Lorna had indulged in a sick feast to celebrate our return.
‘Why do you keep inviting her,’ said Layland, eyeing me evilly, cup of coffee in hand.
It hadn’t been easy covering David’s absence, Layland especially had needed three or four doses of the spell before she forgot he’d been missing. Even after all that I got the impression she was aware she was pissed off for some reason she couldn’t quite put her finger on.
‘You force this woman on our crime scenes because you think she can help in some way. Well, this is crime scene number three of this case, and I’ve yet to hear one useful word drop out of her mouth.’
This really was the problem with our set up. If I was involved, it was because something Uncanny was going on. Something Uncanny that we were never going to just capture, put on trial, and lock up like your normal criminal. As far as Layland was concerned, I was about as useful in an investigation as a house brick. Worse than a house brick. At least with a brick she could pick it up and throw it away. I kept coming back.
‘Layland,’ replied David. ‘Trust me, she helps.’
Layland grimaced at him. ‘I can’t help but think there’s something I’m forgetting to shout at you about.’

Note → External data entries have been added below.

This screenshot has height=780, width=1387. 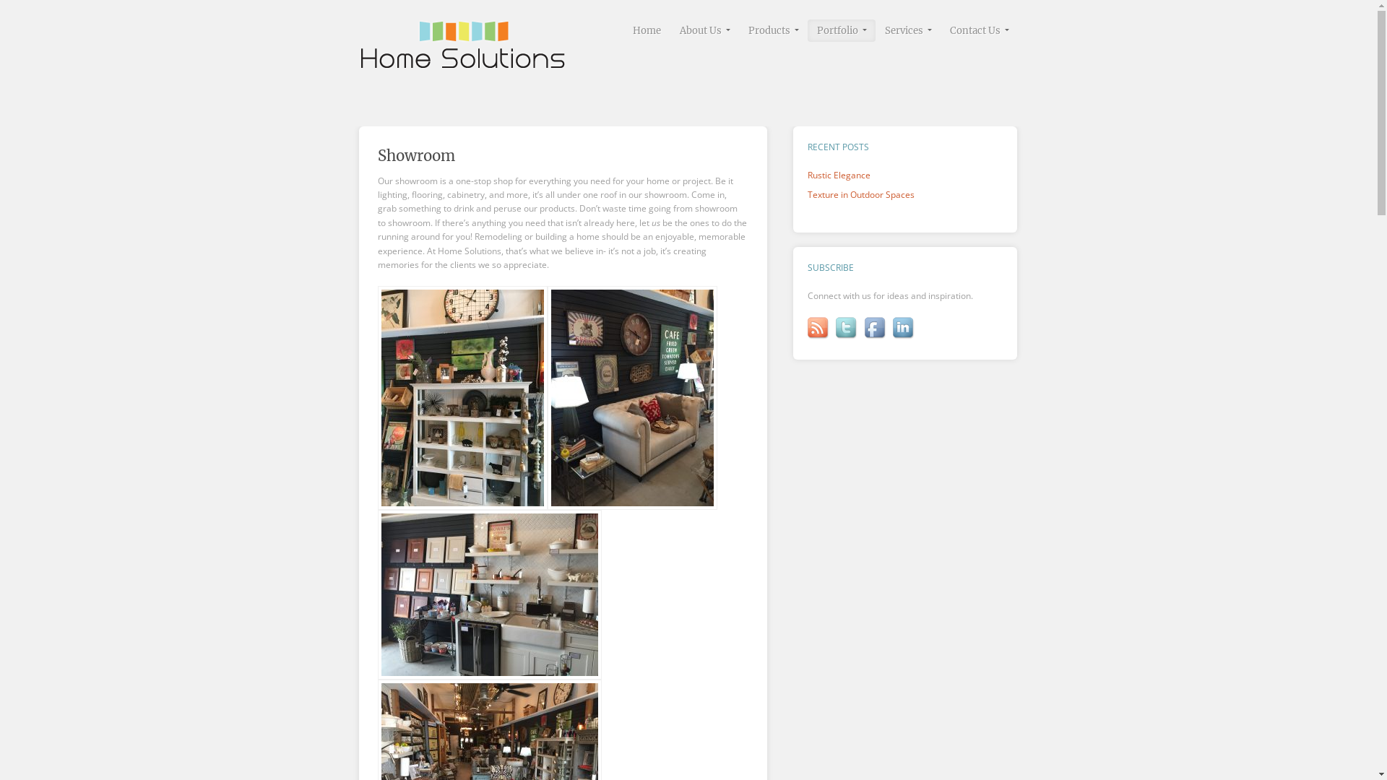 I want to click on Contact Us, so click(x=980, y=30).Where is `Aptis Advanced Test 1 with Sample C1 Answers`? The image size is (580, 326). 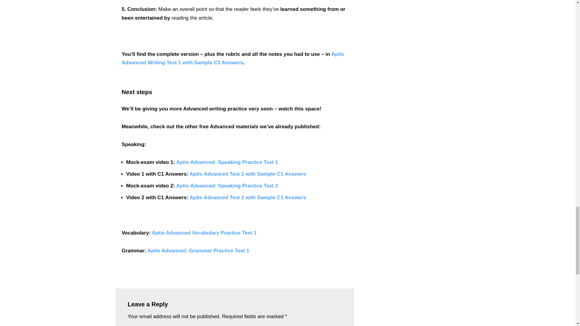 Aptis Advanced Test 1 with Sample C1 Answers is located at coordinates (248, 174).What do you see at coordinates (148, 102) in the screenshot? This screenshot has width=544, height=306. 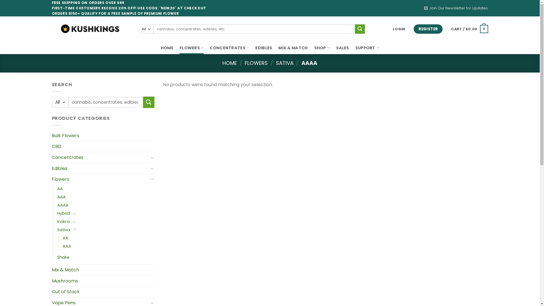 I see `Search` at bounding box center [148, 102].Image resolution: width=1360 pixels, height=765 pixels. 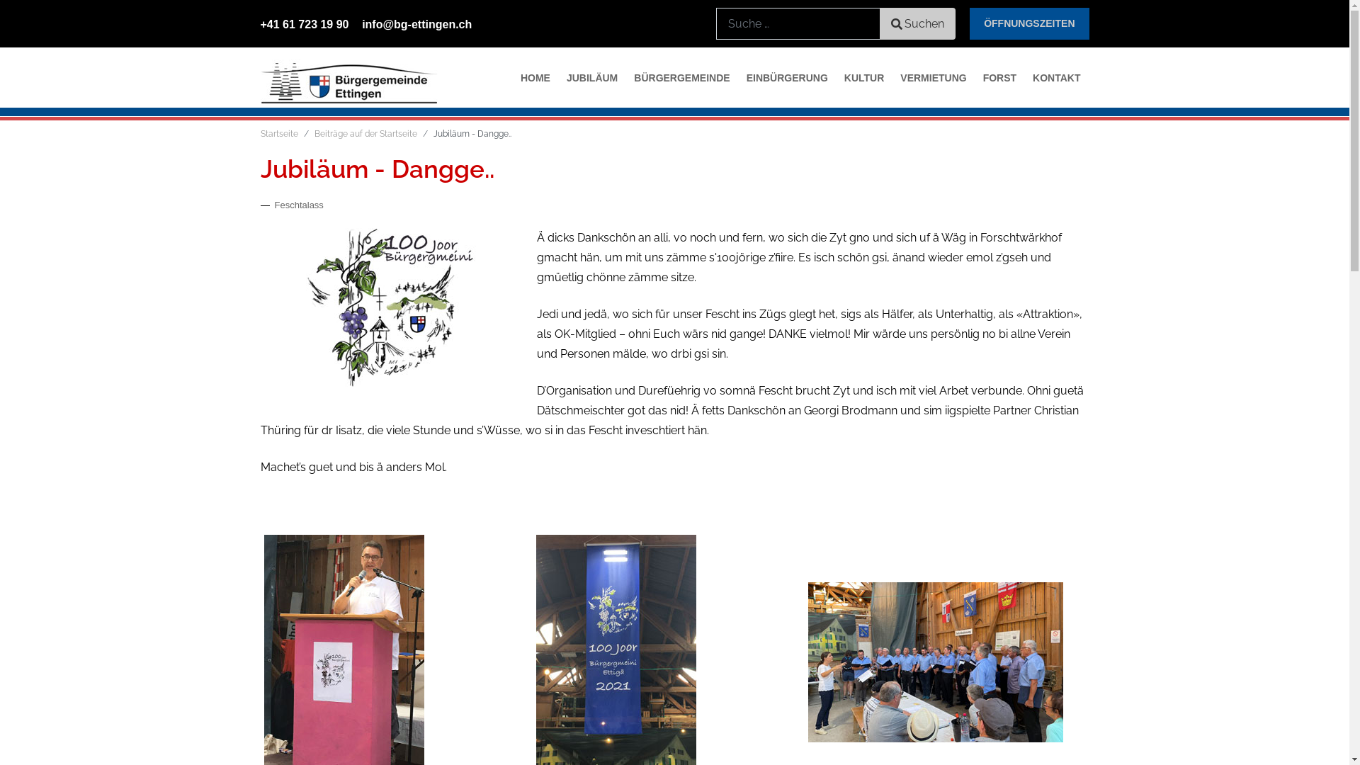 I want to click on VERMIETUNG, so click(x=933, y=78).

As she turned and left us, I dropped onto my haunches to look closer at the bodies. I wanted to really see, close up, the result of my ineptitude. Five more people dead, including children, because I’d failed to uphold my duty to keep the people of London safe. I reached out and touched the arm of the smallest body, a girl named Sally. She’d only recently celebrated her fifth birthday, and now that would be her last, because of me.
Had I murdered her myself? No, of course not, but it was my job to stop things like Lorna, and now she had seven bodies on her slate, and more to come if I didn’t get it together and take her down. It didn’t matter what Anya had said; that she thought it her mess to clear up and that I should stay out of it. Three days had passed since that confrontation, and still Lorna was on the streets, murdering innocents.
This had to be the la
st of them. No more. This bitch was going down.
I leaned in to the girl’s body. ‘I’m sorry,’ I said. ‘I’m sorry I wasn’t good enough, but I’ll get her. I’ll get your killer.’
The girl’s corpse opened her eyes. ’He must be destroyed.’
I jerked back in shock.
‘David, tell me you can see that.’
‘I see it. And hear it. And I really don’t like it.’
The girl’s eyes had no colour to them. Two dried out, white prunes sat in their puckered sockets. How was this possible?
‘Kill him. Stop him. He is death,’ said the girl, her voice dry and whispery, empty of life, of emotion.
Someone was using the bodies to get a point across. Some sick bastard playing with the dead.
And then, one by one, the other bodies began to open their eyes and join in with the girl’s demands for me to put an end to the dangerous man. I didn’t need to ask who they meant.
I looked around the room to see if anyone else was seeing what we were, but they carried on, oblivious. This wasn’t real, this was an illusion meant just for us.
‘Listen, you sick fuck,’ I said, leaning in as I spoke so no one else would hear me and wonder why I was threatening a pile of dead bodies, ‘if you think this is going to scare me, you’re wrong.’
David raised a hand: ‘Job done over here though.’
‘I promise, if you or anyone else tries to force my hand, or tries to take him out by yourself, I will fuck you up.’
I stood and turned away from the bodies, David following as I left the house and the bodies fell silent.
19
We needed to get back to the coven and find a way to track down Lorna before any more corpses piled up. Hopefully Eva would still be there and I could actually convince her to lend a hand.
‘Just so we’re clear, they meant me, right? That you should kill me?’
‘Yes,’ I replied.
‘Blimey. Even the dead want me dead. I mean, I’ve not always been the most popular of people, but this is a new low, even for me.’
‘That wasn’t the dead speaking, that was some fool speaking through them.’